The last in my batch is surely destined to become one of my favourite fashion books of all time. I have been waiting years for someone to write an informative, definitive, yet fun-to-read book on nylon. I thought I was the only person in the world who found synthetic fibres interesting. Nylon, The Manmade Fashion Revolution by Susannah Handley (Bloomsbury pounds 20) is superb and deserves to be a bestseller, instead of the endless ropey biographies on vapid celebrities that have barely lived. Beautifully put together, it gives us a fascinating insight into this fibre, its provenance and growth decade by decade.

I was disappointed to learn that the name nylon came not from an amalgam of New York and London, which was one of the rumours that had always persisted (as the chemists that created it worked on both sides of the pond) but that it was a bastardisation of "no run" (even though it did run). But then I was fascinated to learn that Du Pont, the company that created nylon, used to produce "both bombs and lingerie fibres".

The picture research is second to none. Especially enjoyable are the advertisements pulled from the archives.
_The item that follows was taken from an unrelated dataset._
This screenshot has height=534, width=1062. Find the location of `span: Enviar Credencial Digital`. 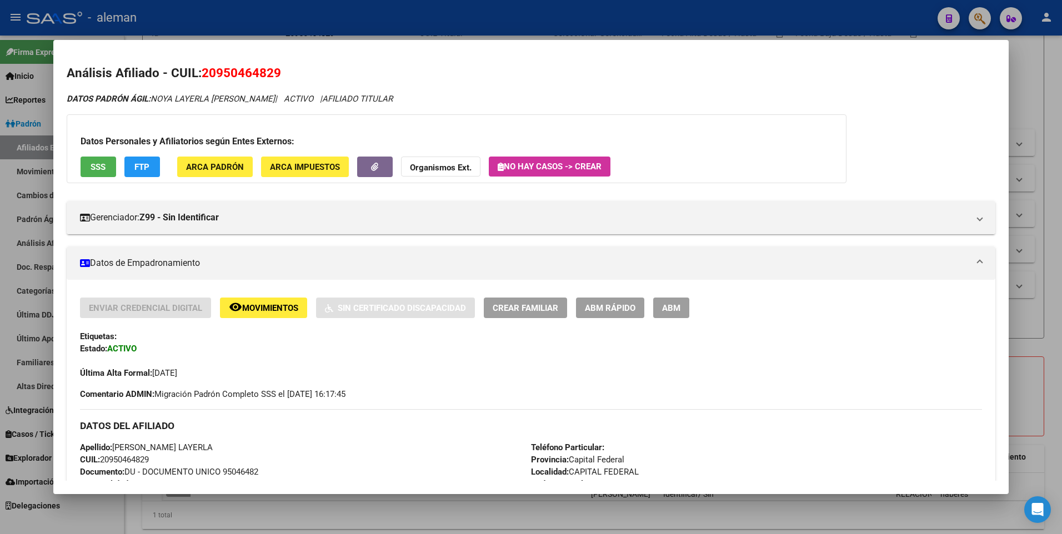

span: Enviar Credencial Digital is located at coordinates (145, 308).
These show that, right up until the Seventies, when it became a fibre non grata, nylon was heavily promoted in advertising. "From the tips of her heels to the curve of her new hat ... the modern woman is more and more a product of the plastics laboratory" ran one encomium.

It was not until the 1990s that nylon was allowed back in, when Du Pont "reinvented" it with the launch of Tactel - nylon with different properties - a name they took care to trademark this time (which they failed to do with nylon) and which had none of the tacky, sweaty associations that its predecessor did. This is a brilliant, brilliant book that is more a comment on this century than it ever had any intention of being.